© Gerald T Elvidge 2008
View Article  Opinion polls and a pinch of salt

Should a General Election be called now, David Cameron and his Conservatives are destined for another crushing defeat, opine many Media soothsayers.  This prediction relies upon an ICM Poll published in The Guardian on 19th September 2007, one of a number of polls showing an indifferent Conservative performance in the face of the “Brown Bounce”.  Inter alia, the poll indicates that amongst voters support for the Conservatives has fallen to 32%, whilst support for Labour has risen to 40%.

 

That such opinion poll results should cause such excitement amongst Labour supporters and fellow travellers in the media, whilst causing those of a Conservative persuasion much angst, is curious.  It is not as if we haven’t been here before.  In fact since 2005, we have been here no less than three times.

 

In the weekend before the General Election that took place on 5th May 2005, an ICM poll published in The Sunday Telegraph put support for the Conservatives at 31% and for Labour at 38%.  A few days earlier, another ICM poll commissioned by The Guardian had indicated that support for Labour had reached as high as 40%.  On the day of the real McCoy, whilst the Conservatives achieved a relatively indifferent 32.3% of the national vote, Labour achieved only 35.3%, in other words between 2.7 to 4.7 percentage points less than predicted.  The ICM poll commissioned for and published by The Guardian immediately prior to the local elections in May 2006 showed support for the Conservatives at 34% and Labour at 32%.  Lest we forget, the result of the elections was 39%1 of the vote for the Conservatives and a paltry 26% for Labour.  Similarly, for May 2007 the ICM poll published in the week immediately preceding the elections predicted support form the Conservatives at 38% and for Labour at 29%.  The actual result was 40% and 26%2, respectively.  All of the pollsters have been off the mark, not just ICM.  In recent years, opinion polls have consistently and to a significant degree understated support for the Conservatives whereas Labour’s predicted share of the vote has been overgenerous, sometimes by a wide margin.

 

Each of the main parties needs to take a reality check.  In all likelihood, as matters stand at this very moment, the Labour Government is nowhere near as popular as it would like to believe and the Conservatives not so far adrift as their detractors would like us to think.

 

1 Or 40% depending upon which psephologist’s analysis you prefer.

2  Or 27%, ditto.

 

View Article  Won't get fooled again

"It is one of the wonders of the Brown "bounce" that no one any longer sees fit to point out the infamy of the West Lothian problem. We have a Scottish MP Prime Minister, promulgating measures on health and education and other matters that have no effect on his own constituents, and while Scottish MPs are able to vote on English schools and hospitals, English MPs have no corresponding say in Scotland."

 

Boris Johnson

It is not only the matter of the West Lothian Question.  Since Gordon Brown's accession to the Premiership, a large section of our supine, craven, fawning Media no longer sees fit to point out that he is missing various other pieces of attire or worse still, tries to draw our gaze from the spectacle.  Reality however, like Truth, will always out and this time around the electorate is not going to be so patient or forgiving.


- What you are asked to do
Using the records below, filter for lines that contain the string "Point" and copy them out.

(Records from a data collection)
Start of Block

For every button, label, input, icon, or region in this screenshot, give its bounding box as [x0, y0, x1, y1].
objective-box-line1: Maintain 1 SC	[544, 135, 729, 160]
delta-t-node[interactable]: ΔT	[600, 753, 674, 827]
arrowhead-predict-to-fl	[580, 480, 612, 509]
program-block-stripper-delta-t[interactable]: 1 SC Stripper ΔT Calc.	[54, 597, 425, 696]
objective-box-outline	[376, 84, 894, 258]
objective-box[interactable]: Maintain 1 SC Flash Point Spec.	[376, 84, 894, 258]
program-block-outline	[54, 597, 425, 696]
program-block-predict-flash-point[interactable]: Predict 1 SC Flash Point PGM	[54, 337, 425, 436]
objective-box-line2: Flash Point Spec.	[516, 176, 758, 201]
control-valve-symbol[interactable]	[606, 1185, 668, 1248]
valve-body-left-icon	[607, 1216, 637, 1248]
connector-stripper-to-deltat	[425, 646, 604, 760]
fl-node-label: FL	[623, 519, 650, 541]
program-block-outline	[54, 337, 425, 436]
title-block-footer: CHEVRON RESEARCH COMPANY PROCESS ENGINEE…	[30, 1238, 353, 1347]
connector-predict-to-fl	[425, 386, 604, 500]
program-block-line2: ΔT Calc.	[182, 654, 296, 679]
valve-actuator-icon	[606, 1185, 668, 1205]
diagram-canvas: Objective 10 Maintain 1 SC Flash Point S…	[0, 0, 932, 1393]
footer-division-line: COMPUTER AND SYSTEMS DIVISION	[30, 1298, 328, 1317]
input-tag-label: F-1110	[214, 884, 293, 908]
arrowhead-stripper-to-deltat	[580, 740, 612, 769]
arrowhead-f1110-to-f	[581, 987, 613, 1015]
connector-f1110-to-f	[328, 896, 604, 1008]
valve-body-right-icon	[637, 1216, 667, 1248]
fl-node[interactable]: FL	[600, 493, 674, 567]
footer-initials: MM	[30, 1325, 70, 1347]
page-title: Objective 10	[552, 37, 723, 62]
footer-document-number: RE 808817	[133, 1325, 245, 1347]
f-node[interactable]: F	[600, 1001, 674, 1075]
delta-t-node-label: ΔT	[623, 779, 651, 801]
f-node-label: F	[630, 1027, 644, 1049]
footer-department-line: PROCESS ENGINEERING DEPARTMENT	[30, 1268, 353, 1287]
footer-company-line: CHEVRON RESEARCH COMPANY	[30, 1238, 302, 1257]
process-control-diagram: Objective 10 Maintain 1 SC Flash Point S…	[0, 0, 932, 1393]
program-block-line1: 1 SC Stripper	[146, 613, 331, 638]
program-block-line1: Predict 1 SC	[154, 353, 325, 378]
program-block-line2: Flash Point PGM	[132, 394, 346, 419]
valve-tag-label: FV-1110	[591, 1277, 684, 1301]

End of Block
Start of Block

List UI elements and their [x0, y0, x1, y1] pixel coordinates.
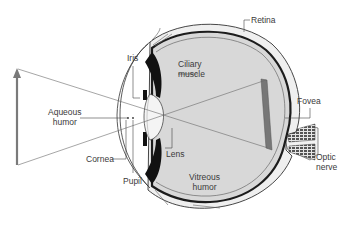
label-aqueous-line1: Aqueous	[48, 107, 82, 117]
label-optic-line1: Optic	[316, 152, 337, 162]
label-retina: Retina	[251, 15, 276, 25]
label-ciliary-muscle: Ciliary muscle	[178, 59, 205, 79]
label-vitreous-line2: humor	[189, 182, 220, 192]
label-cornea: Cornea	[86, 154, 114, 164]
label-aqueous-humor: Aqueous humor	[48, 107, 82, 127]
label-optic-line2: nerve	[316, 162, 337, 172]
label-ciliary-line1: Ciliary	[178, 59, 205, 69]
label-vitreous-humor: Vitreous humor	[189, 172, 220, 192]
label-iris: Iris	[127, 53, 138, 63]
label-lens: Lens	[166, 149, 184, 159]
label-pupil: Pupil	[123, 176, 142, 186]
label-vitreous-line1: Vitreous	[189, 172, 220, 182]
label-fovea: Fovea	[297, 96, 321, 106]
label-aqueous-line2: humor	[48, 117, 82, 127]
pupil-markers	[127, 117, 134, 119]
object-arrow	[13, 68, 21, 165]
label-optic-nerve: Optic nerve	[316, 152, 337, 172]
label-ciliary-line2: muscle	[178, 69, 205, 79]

End of Block

- Answer for the task
objective-box[interactable]: Maintain 1 SC Flash Point Spec.	[376, 84, 894, 258]
program-block-predict-flash-point[interactable]: Predict 1 SC Flash Point PGM	[54, 337, 425, 436]
objective-box-line2: Flash Point Spec.	[516, 176, 758, 201]
diagram-canvas: Objective 10 Maintain 1 SC Flash Point S…	[0, 0, 932, 1393]
process-control-diagram: Objective 10 Maintain 1 SC Flash Point S…	[0, 0, 932, 1393]
program-block-line2: Flash Point PGM	[132, 394, 346, 419]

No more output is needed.